Makeup Through the Ages Show

Autumn impressions on beauty – “Makeup through the ages”

Autumn 1999. Warsaw was filled with a chill that settled on the leaves, hanging like melancholy in the air. In this hustle and bustle of changing seasons, in the heart of the Salon Jesień cosmetics fair, an event took place at the Warsaw Peasant House that caused subtle shivers in the crowd – a show entitled “Makeup Through the Ages” .

There was something hypnotic about this space. Organized by the Association of Professional Cosmetics Employers and Exhibitors, the show invited viewers on a journey through time – from ancient paintings to contemporary, minimalist interpretations. Elżbieta Korbutt, like a curator in a beauty museum, created this scene. Three makeup artists, led by Małgorzata Wedekind, worked with concentration, as if each brushstroke was a note in the eternal correspondence between the human body and art.

It all started with antiquity. The models’ faces brought to mind hieroglyphs written on the skin – precise lines of eyeliner, shadows reminiscent of the colors of desert sands. The past was floating in the air, as if fluorescent light penetrated the fog of history.
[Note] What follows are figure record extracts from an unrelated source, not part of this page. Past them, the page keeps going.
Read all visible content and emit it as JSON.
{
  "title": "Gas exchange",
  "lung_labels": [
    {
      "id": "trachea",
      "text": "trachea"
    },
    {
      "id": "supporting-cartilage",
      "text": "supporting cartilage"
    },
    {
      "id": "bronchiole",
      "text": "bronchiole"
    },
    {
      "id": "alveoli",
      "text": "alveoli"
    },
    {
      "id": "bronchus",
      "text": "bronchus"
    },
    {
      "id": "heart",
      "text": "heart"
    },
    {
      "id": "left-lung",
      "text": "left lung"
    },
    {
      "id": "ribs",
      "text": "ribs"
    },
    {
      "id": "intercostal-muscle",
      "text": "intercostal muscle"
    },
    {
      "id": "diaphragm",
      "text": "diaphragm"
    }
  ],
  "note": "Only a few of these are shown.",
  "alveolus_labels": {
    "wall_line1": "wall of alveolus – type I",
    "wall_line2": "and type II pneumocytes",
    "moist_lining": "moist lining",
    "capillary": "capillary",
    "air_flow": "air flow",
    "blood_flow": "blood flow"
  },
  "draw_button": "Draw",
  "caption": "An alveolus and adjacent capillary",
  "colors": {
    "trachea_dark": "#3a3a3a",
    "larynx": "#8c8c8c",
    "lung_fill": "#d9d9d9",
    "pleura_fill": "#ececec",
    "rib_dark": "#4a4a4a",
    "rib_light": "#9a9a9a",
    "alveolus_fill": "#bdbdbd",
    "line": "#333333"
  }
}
Then came the era of the 20s and 30s. The red lips seemed to pulsate like the heart of that decade – full of jazz energy and liberated femininity. The eyebrows, carefully modeled, told a story of rebellious beauty at a time when the world wanted to dance, even though the ground was shaking underfoot. Watching these faces was like listening to the rustle of old vinyl records.

And then the present – ​​minimalist, but equally expressive. Eyeliner lines like Japanese calligraphy; modest, yet full of deep intention. It was a harmony of eras that seemed to say: “Beauty is always a conversation, not an answer.”

This show wasn’t just about makeup. It was a performance where every face was a story, every era a paragraph in a larger story. The autumn outside contrasted with the warmth of this moment, encapsulated in craft and vision.

When the lights went down and the models left the stage, the air was filled with the scent of powder and the fleeting echo of applause. There was something fleeting about it, like the memory of a dream that disappears the moment you wake up. The fall of 1999 was just the backdrop, and yet without it, none of this would have had the same poetry.